Lydia Bastianich is a chef.
You said:
"People just have no normal boundaries, or am I wrong and the boundaries have simply moved? They seem to think everything is a reality show and that talking about their sex lives to people they barely know is normal. I guess the question I really have for everyone is is this normal? Are we all behaving as if we are on TV?"
You're right on the mark. I think people have no normal boundaries. I've had good dates and bad dates, but am always amazed at how much information seems to be too much information on the bad ones.
"Finally, I'm revolted by people who speak of male children molested by adult females as being "lucky." Those people, for the record, are almost exclusively male. I've never heard a woman defend women who molested children as possibly simply being mistaken about their age, and the women who voice the revolting thought that women molesting boys is a case of a very fortunate boychild are parroting what they've heard men say."
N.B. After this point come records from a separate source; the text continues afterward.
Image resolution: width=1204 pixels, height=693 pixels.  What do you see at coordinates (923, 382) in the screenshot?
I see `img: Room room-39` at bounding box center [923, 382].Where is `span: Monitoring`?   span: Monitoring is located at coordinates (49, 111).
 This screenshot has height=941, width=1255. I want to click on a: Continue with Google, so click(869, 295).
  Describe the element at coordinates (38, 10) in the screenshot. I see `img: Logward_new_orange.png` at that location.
Of course, those women with opinions that are in favor of any revolting behavior must be "parroting what men say".
Perhaps your sexism and refusal to see a large, sickening problem in our society is a problem in its own right, and may be part of the reason it is swept under the rug. "Spotlight back on women and girls' please" - your attitude is part of reason enforcement of the law is so lax when it comes to molestation of boys.
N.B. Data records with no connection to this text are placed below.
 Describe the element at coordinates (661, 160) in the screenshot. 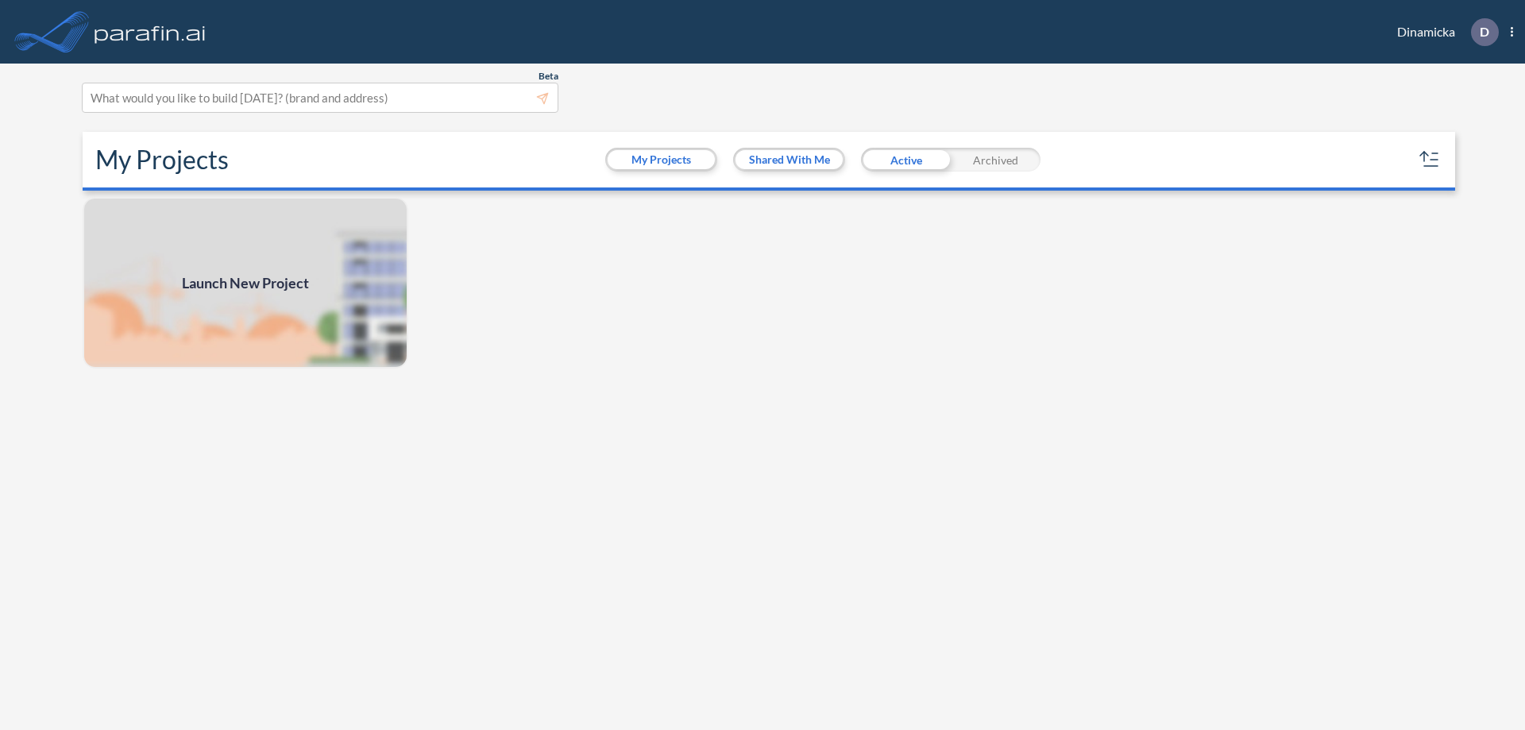

I see `button: My Projects` at that location.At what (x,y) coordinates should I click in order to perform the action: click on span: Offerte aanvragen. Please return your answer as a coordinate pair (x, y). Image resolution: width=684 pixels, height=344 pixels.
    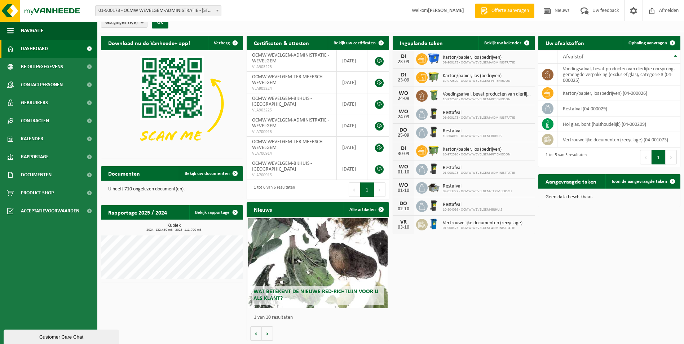
    Looking at the image, I should click on (510, 11).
The refusal to acknowledge molestation and abuse of male children is widespread on throughout the whole spectrum of ideology, from left-wing to right-wing.
The last sentence of your second to last paragraph is especially true, but rather mild concerning the reality that boys face in the Western world today, "...we don't monitor or even see the emotions of boys as clearly as the emotions of girls."
We do monitor the emotions of boys, and immediately discount them, as they do not fit with the anti-male, feminist bent of both the "helping professions" and academic institutions, both of which fail men and boys when it comes to acknowledging and remedying their problems. Nor do they fit with the traditional notions of maleness and stoic masculinity in the west. As a result, an abused boy is often treated by the law as an adult, while a female molester is treated as an intrinsically victimized child, who must receive a mild sentence befitting her privileged legal status. Left wing feminists and right wing traditionalists both smile when this occurs.
If you would like me to expand upon anything I have mentioned, please ask me. I have said all I intend to say to people who erroneously want to turn the child molestation problem into an issue that affects only female children, while rendering male victims of abuse invisible, or who want to conflate their own overheated desires with those of sexual offenders who unfortunately are given a free pass in today's society.